While in the course of his book, DuBois faithfully brings in the ethical aspects of the movements against the slave trade and notes here and there that greater moral awareness or courage at this or that point might have had happier results, this does not seriously interfere with the study. He had chosen a subject for investigation that by itself largely nullified all attempts at an idealist interpretation.

His idealist points are forced into negative formulations for the most part: there was a lack of sufficient ethical force here, moral enlightenment had not spread sufficiently there, etc.

For the transatlantic slave trade, outlawed in 1808 by Congress, continued without serious hindrance until the Civil War. In tracing the various debates, legislation, violations, defiances and court actions, the author furnishes a mass of economic and political material that enforces an impression on the reader more materialist than idealist.

The study is extremely comprehensive. It begins with Great Britain securing the Asiento, the treaty monopoly with Spain for furnishing slaves to the New World. Then it traces the divergent interests of the colonists who, from fear of insurrections not moral principles, tried to limit the import of shaves, and the pressure of the British merchants and their government to continue the trade unabated.

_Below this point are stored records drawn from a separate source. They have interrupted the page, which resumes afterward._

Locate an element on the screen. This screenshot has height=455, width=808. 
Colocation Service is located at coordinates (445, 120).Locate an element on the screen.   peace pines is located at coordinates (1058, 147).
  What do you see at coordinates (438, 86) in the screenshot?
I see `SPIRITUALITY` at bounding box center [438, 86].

A masterful account of the conflict of interests among the colonies over the slave trade during the Revolution then follows. In his account of the compromise reached on this question in the drawing up of the US Constitution, DuBois briefly anticipates the treatment Beard was to give 16 years later in his landmark work An Economic Interpretation of the Constitution of the United States.

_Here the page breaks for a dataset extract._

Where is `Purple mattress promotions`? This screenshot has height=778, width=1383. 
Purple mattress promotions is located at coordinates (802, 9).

The constitutional compromise was Article I, Section 9 which allowed the federal government to place a maximum duty of $10 on each slave imported but which forbade any prohibition of the trade for 21 years (1808).

The effect of the successful revolution of the slaves in Haiti on American slavery, receives one of its best treatments in American history in this book. The panic-stricken stopping of the slave trade by various state enactments, the combined fear and prohibition of importation of West Indian slaves after the trade with Africa had been restored is all chronicled in the state laws, debates, etc.

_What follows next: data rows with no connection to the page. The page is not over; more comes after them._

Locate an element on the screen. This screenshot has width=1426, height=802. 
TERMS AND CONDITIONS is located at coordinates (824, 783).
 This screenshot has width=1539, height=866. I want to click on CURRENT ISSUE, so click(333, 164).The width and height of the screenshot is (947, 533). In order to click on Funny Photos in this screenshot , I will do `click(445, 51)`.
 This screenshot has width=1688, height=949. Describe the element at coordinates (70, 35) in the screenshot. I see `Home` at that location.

The representatives of the slave-importing states at the Constitutional Convention in 1787 had, of course, no way of foreseeing the industrial revolution that brought mass production of textiles in England and called forth in America the invention of the cotton gin and ever greater demands for raw cotton. If they had, they would not have agreed to the date of 1808 for federal outlawing of the slave trade.

The rise of the cotton kingdom and Southern control of the federal government meant that the nominal banning of the slave trade was never seriously enforced. DuBois carefully traces all the moves, dodges, hamstringing of enforcement by inadequate appropriations of money and naval patrol vessels. He also traces the flare up of sectional antagonisms over the issue.

Finally, as the South moved toward the idea of secession and the Sounding of a greater slave empire in the Western Hemisphere its extreme wing dropped all pretenses and began agitating for the repeal of legislation prohibiting the transatlantic shave trade.

The installation of Lincoln and a Republican administration marked the first determined effort by the federal government to suppress the slave trade. After six months of coordinated work in 1863 it was evident the job was not the insuperable task previous administrations had made it out to be. Five slavers were captured and condemned; four slave traders were convicted and punished. Arrangements were made with Great Britain for effective patrol of the African coast. The slave trade to the United States was finally suppressed.

In addition to a lengthy bibliography, the book has a chronological conspectus of colonial and state legislation on the slave trade for the period 1641-1787; a similar conspectus of state, national and international legislation for 1788-1871; and a record of typical cases of vessels engaged in the trade to America in the years 1619-1864.

This book is an invaluable tool for the student of Negro history or US history in general.